The Last Sin Eater

Movie Information

The Story: A young girl living in 1850s Appalachia attempts to find help from a Sin Eater in order to gain redemption for her past mistakes. Instead, she uncovers secrets that have been haunting her community. The Lowdown: A cheap, boring, poorly acted mess that is just all-around bad filmmaking.
Score:

Genre: Christian Drama
Director: Michael Landon Jr.
Starring: Liana Liberato, Soren Fulton, Peter Wingfield, Louise Fletcher, Henry Thomas
Rated: PG-13

If you go to the official Web site of FoxFaith, the distribution label created by Twentieth Century Fox to release Christian-themed films, you will see that they describe their releases as “family friendly, morally-driven programming.” With its current release, The Last Sin Eater, as well as other FoxFaith films, like last year’s Love’s Abiding Joy and One Night With the King, I suppose they could also add “poorly acted, boring, heavy-handed and bottom of the barrel” to their list of prerequisites.

The entire FoxFaith endeavor reeks of attempting to make a quick buck off Christians, simply by trying to con them into watching movies with, as they put it, “overt Christian content or … derived from the work of a Christian author.” While there’s nothing wrong with having Christian-themed films, when the end result is a bunch of poorly made theatrical releases that look for all the world like TV movies, then there is a problem. One must assume that Fox’s idea is that Christians don’t need quality as long as the Christian message is there.

Accordingly, the The Last Sin Eater is second-rate in every conceivable fashion, but has the message (and in case you can’t figure it out, the movie smacks you in the face with it in the last 15 minutes). The story follows a young girl named Cadi (TV actress Liana Liberato), who lives with a community of Welsh immigrants in Appalachia during the mid-1800s. When Cadi’s grandmother dies, the community calls in the village “Sin Eater” (Peter Wingfield, Catwoman), a man who eats food off the dead person in an attempt to consume that person’s sins—an old, traditional Welsh practice. As it turns out, Cadi has some guilt over her involvement in her younger sister’s death, so later decides to track down the Sin Eater in order to redeem herself. The only problem is that the Sin Eater hides away in the mountains since he is treated as an outcast.

As the film is faith-based and begins with the absolving of sins through archaic, pagan rituals, you can probably get a good idea of where the film is headed. (If you can’t, there are any number of bumper stickers or church marquees that can clue you in.) The real problem is that the film takes two hours to get to its ham-fisted conclusion, when most of the audience probably knew where it was headed before they even got to the theater.
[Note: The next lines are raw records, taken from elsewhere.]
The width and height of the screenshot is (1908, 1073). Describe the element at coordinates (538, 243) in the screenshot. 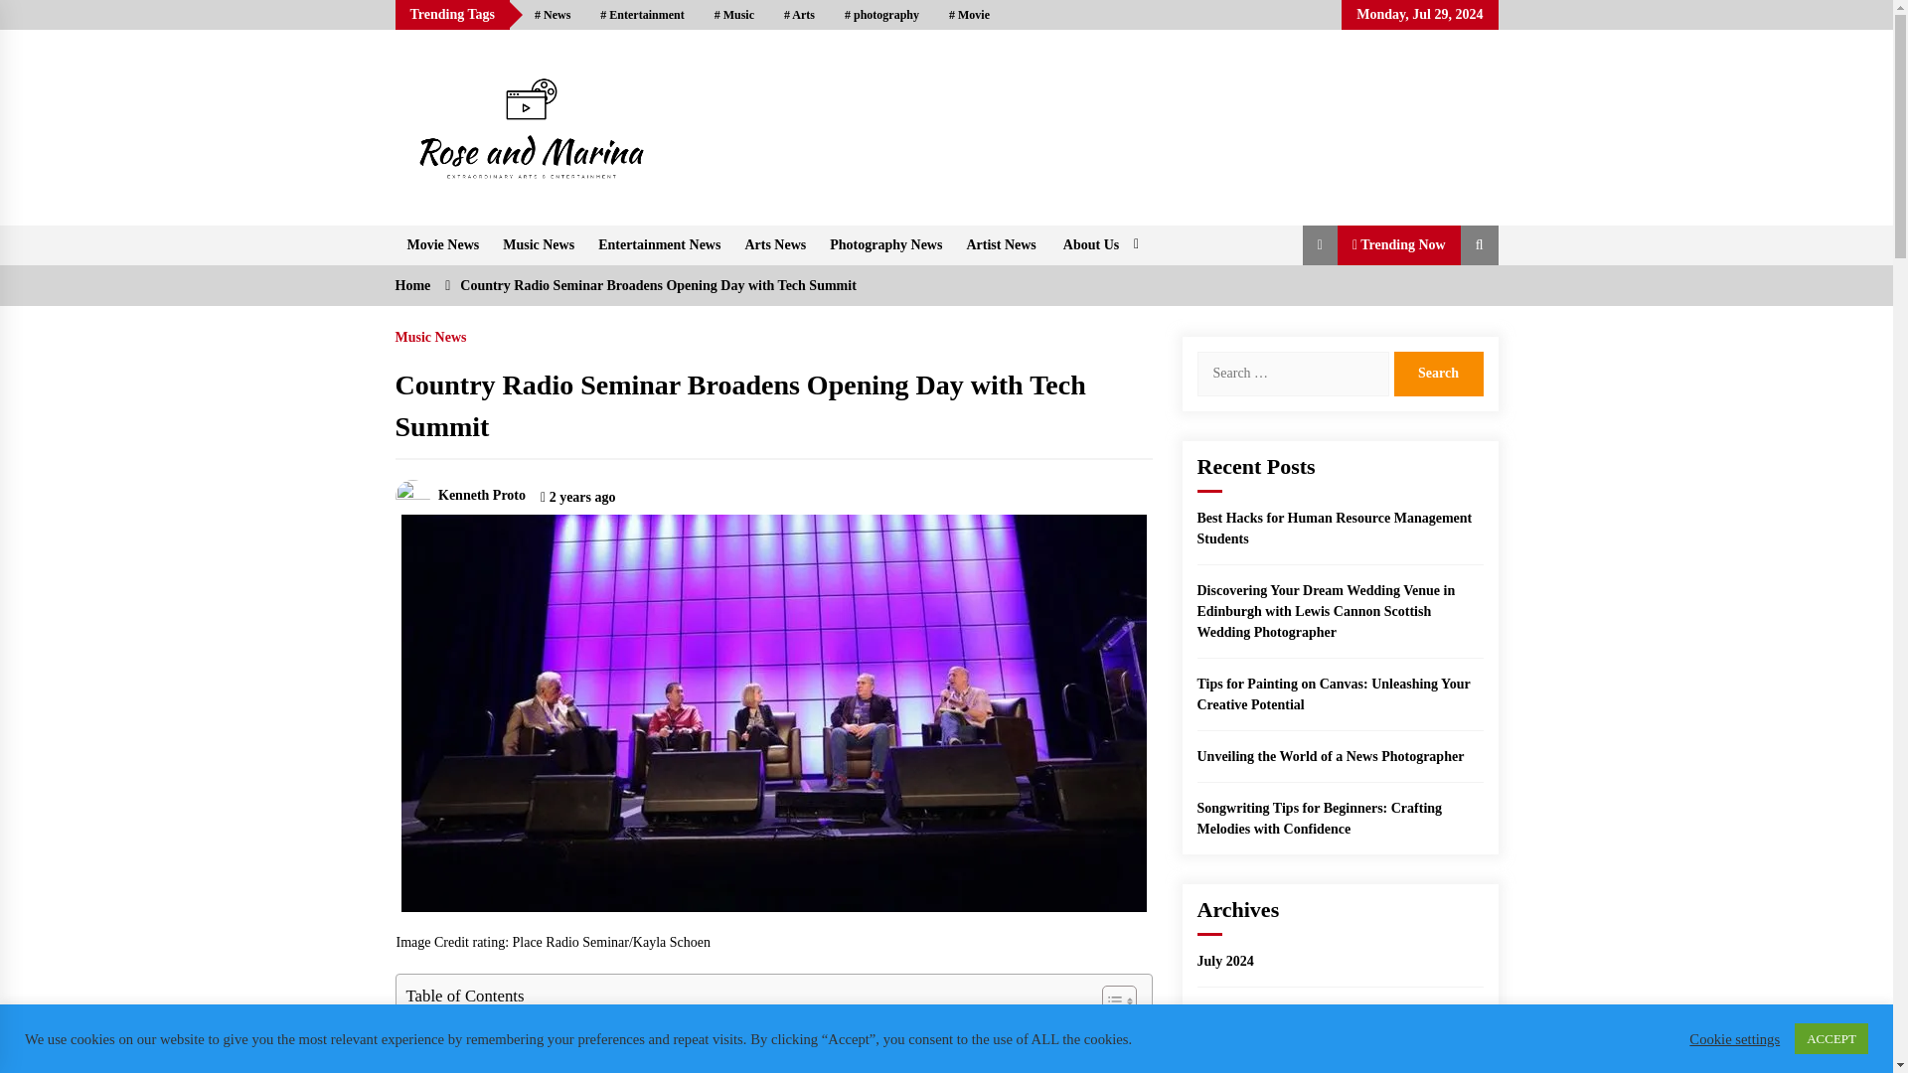

I see `Music News` at that location.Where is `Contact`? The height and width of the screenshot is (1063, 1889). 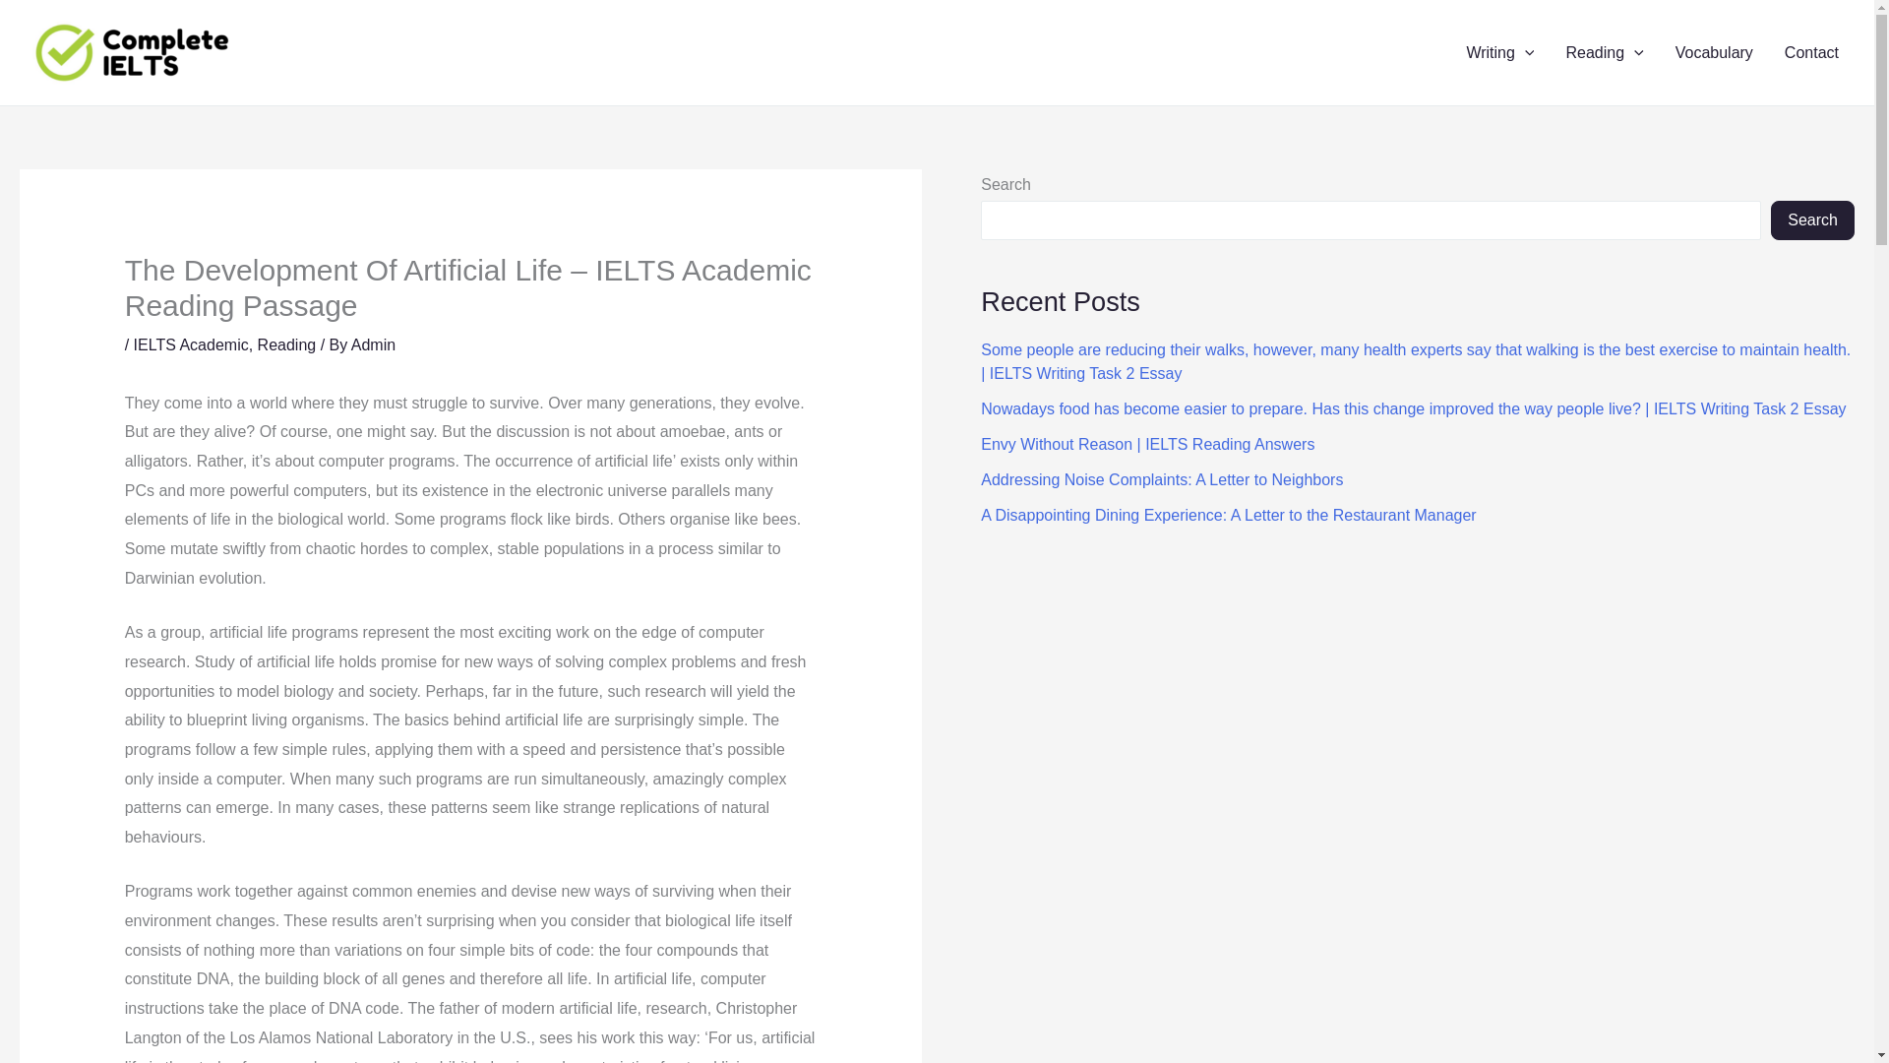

And that’s not the worst of it. The entire cast runs around with horrible Welsh accents (apparently the Welsh emphasize every other word in a sentence). Not only is the acting amateurish, the movie looks cheap (there’s some of the most horrible green-screen work ever committed to film). When the film reaches its “shocking” climax—which involves the entire community’s collective guilt over an Indian massacre (as a side note, no one bothered to realize that tepees weren’t used by Native Americans living in Appalachia)—it’s neither all that shocking, nor climactic. The plot itself is riddled with absurdities and holes, like why the supposedly outcast and sequestered Sin Eater is neatly groomed. But all of these faults simply seem like drops in a bucket for a film that can’t appear to do anything right. Rated PG-13 for thematic elements and some intense sequences of violence.